Data Protection Impact Assessments
The scramble for access to personal, health and general data in relation to Covid-19 is increasing by the day. Every other person or institution wants a piece of Covid-19 data. Many wish to process this data for a public purpose, for the management of Covid-19 and coming up with strategies to ‘flatten the curve’; others may wish to process the data for commercial or nefarious purposes. There have been claims and fears that even those claiming to process personal data and health data for a public health purpose may be using the data to undertake mass surveillance that is unrelated to ‘flattening the curve’.
Where processing of data may have an impact on fundamental rights and freedoms of data subjects, the Data Protection Act provides that a data controller or data processor must carry out a data protection impact assessment. Section 31(4) of the Data Protection Act defines “data protection impact assessment” as an assessment of the impact of the envisaged processing operations on the protection of personal data.
Section 31(3) provides that the data controller or data processor shall consult the Data Commissioner prior to the processing if a data protection impact assessment prepared under the section indicates that the processing of the data would result in a high risk to the rights and freedoms of a data subject. Section 31(5) of the Act requires that the data impact assessment report should be submitted sixty days prior to the processing of data.

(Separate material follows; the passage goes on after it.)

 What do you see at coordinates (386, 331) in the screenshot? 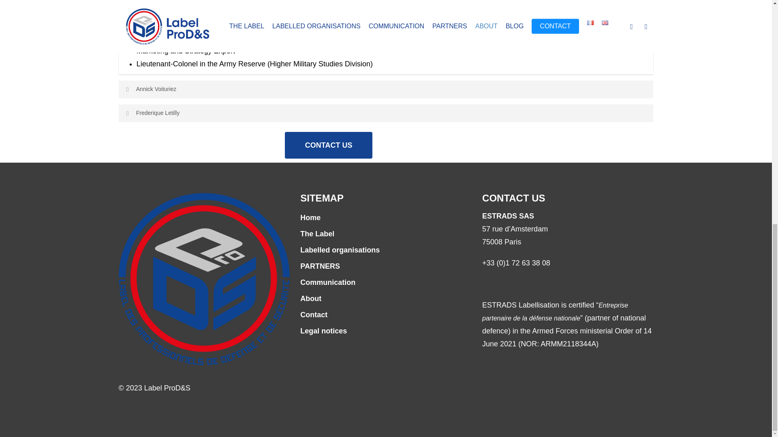
I see `Legal notices` at bounding box center [386, 331].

In the prevailing circumstances, Kenya does not have a Data Commissioner. Further, it is not practicable to have data impact assessment reports done sixty days prior to processing of data. Data to ‘flatten the curve’ must be processed in real time and as a matter of urgency. Hopefully, once the Data Commissioner is in place, they shall set out guidelines for carrying out an impact assessment as provided for under Section 31(6) of the Data Protection Act. The guidelines should be clear on processing of data in times of emergency. I find the sixty days requirement under Section 31(5) problematic since no clear statutory discretion has been afforded to the Data Commissioner to vary the number of days.
Notwithstanding the above, data controllers who wish to process data in these Covid-19 times must undertake data impact assessments. I have argued before that the absence of a Data Commissioner does not preclude the courts from enforcing the constitutional right to privacy. A data subject may file a petition arguing that a data controller or data processor is processing or processed data in violation of provisions of the Data Protection Act, in effect infringing on the data subject’s right to privacy.
It is important that notwithstanding the absence of a Data Commissioner that data controllers undertake comprehensive data protection impact assessments. Section 31(2) sets out the contents of a data protection impact assessment, it provides that the assessment shall include –
a systematic description of the envisaged processing operations and the purposes of the processing, including, where applicable, the legitimate interest pursued by the data controller or data processor;
an assessment of the necessity and proportionality of the processing operations in relation to the purposes; an assessment of the risks to the rights and freedoms of data subjects; and
the measures envisaged to address the risks and the safeguards, security measures and mechanisms to ensure the protection of personal data and to demonstrate compliance with the Act, taking into account the rights, and legitimate interests of data subjects and other persons concerned.